The meeting has been organised by the Union health ministry with the World Health Organisation and several health NGOs participating. Tomorrow is the last day.
Health activists hope that Sonia?s presence will prompt the Congress and its partners to ensure that basic medicare reaches the millions of rural women in the country.
The common minimum programme lays emphasis on health, women and children are the focus of the government?s ambitious rural health mission.
In India, a million infants die each year before living even four weeks ? the highest count in the world.
The deaths are mainly because nursing and pregnant mothers do not have access to basic healthcare and proper advice on childcare.
India, Pakistan, China, Congo, Ethiopia and Nigeria account for more than 50 per cent of infant deaths globally.
?Many of these deaths could be prevented with existing cost-effective and proven interventions ? if only these interventions were more widely available,? points out a WHO report released on World Health Day yesterday.
Many of the problems occur because of illiteracy, poverty and the tradition of giving birth at home. Sixty-five per cent of Indian women still give birth at home without skilled professional help.
The WHO report places India among the countries which are ?slow progressors? in the area of mother and child healthcare.
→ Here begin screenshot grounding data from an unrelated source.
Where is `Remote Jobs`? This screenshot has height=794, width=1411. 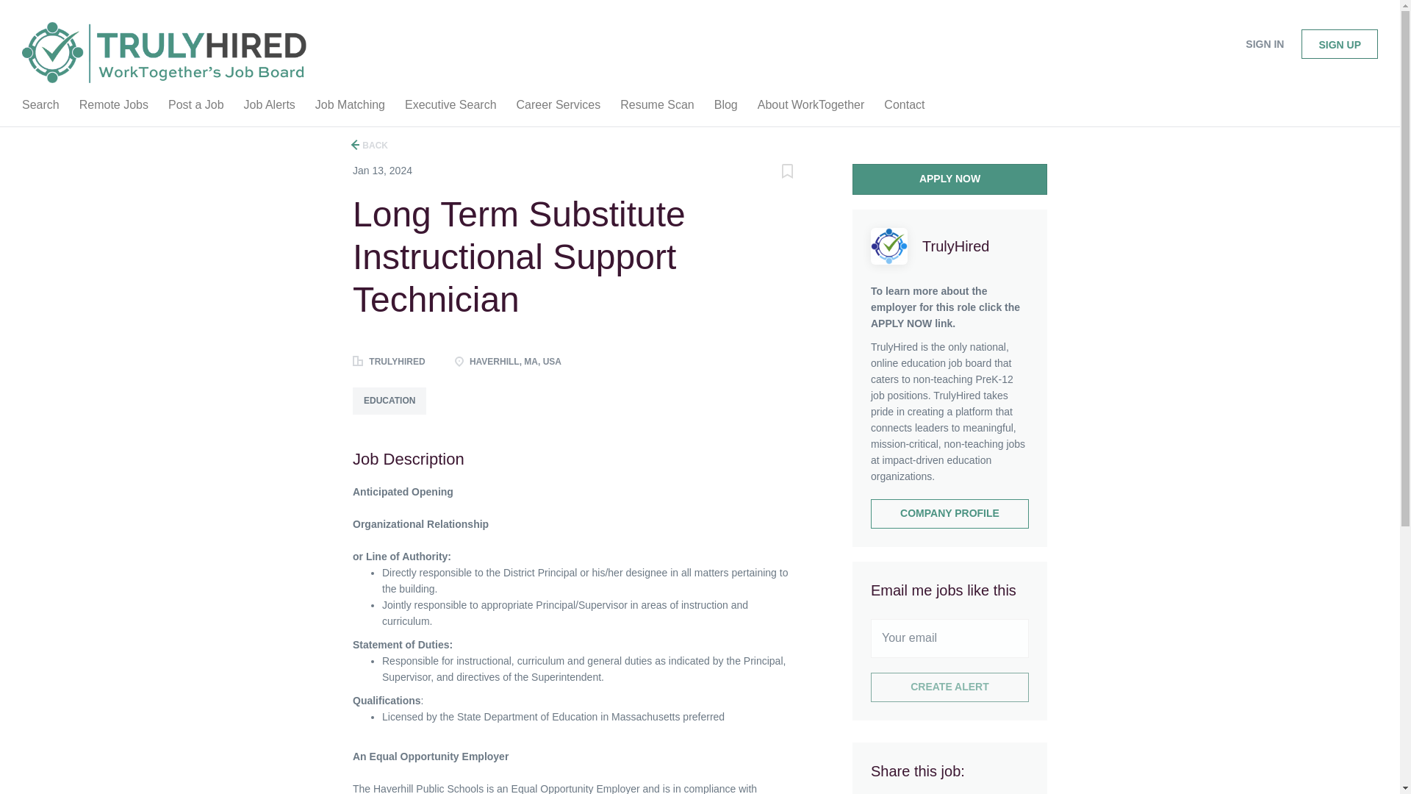
Remote Jobs is located at coordinates (113, 108).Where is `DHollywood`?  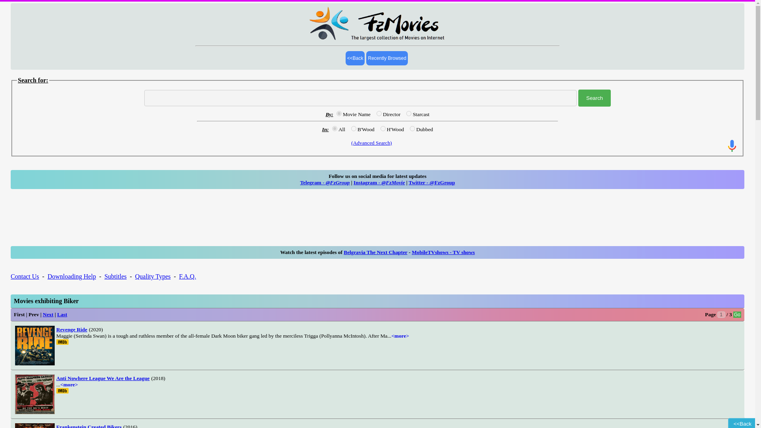
DHollywood is located at coordinates (412, 128). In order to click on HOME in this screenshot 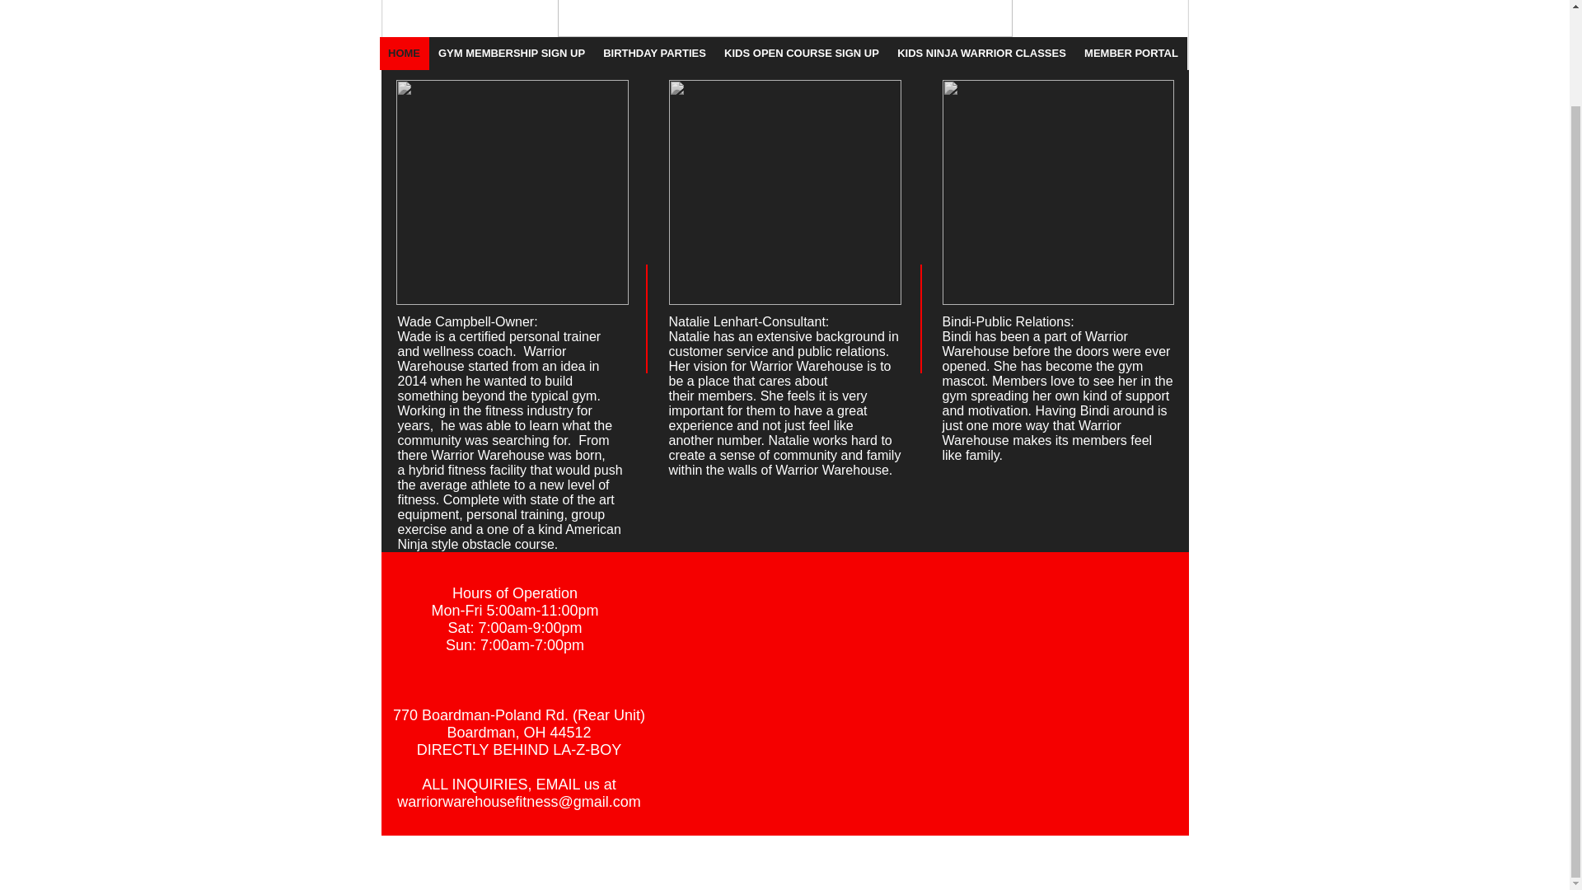, I will do `click(404, 54)`.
It points out that globally, one woman dies every minute because of complications during pregnancy or childbirth.
Even in progressive states like Punjab ? which has the highest per capita income in the country ? women?s access to healthcare is low, Poonam Khetrapal Singh, deputy regional director of WHO, said after the release of the report.
In 10 of the 15 major states ? Assam, Bihar, Gujarat, Haryana, Karnataka, Madhya Pradesh, Orissa, Uttar Pradesh, Bengal and Rajasthan ? maternal mortality rate is over 400 per 100,000 births.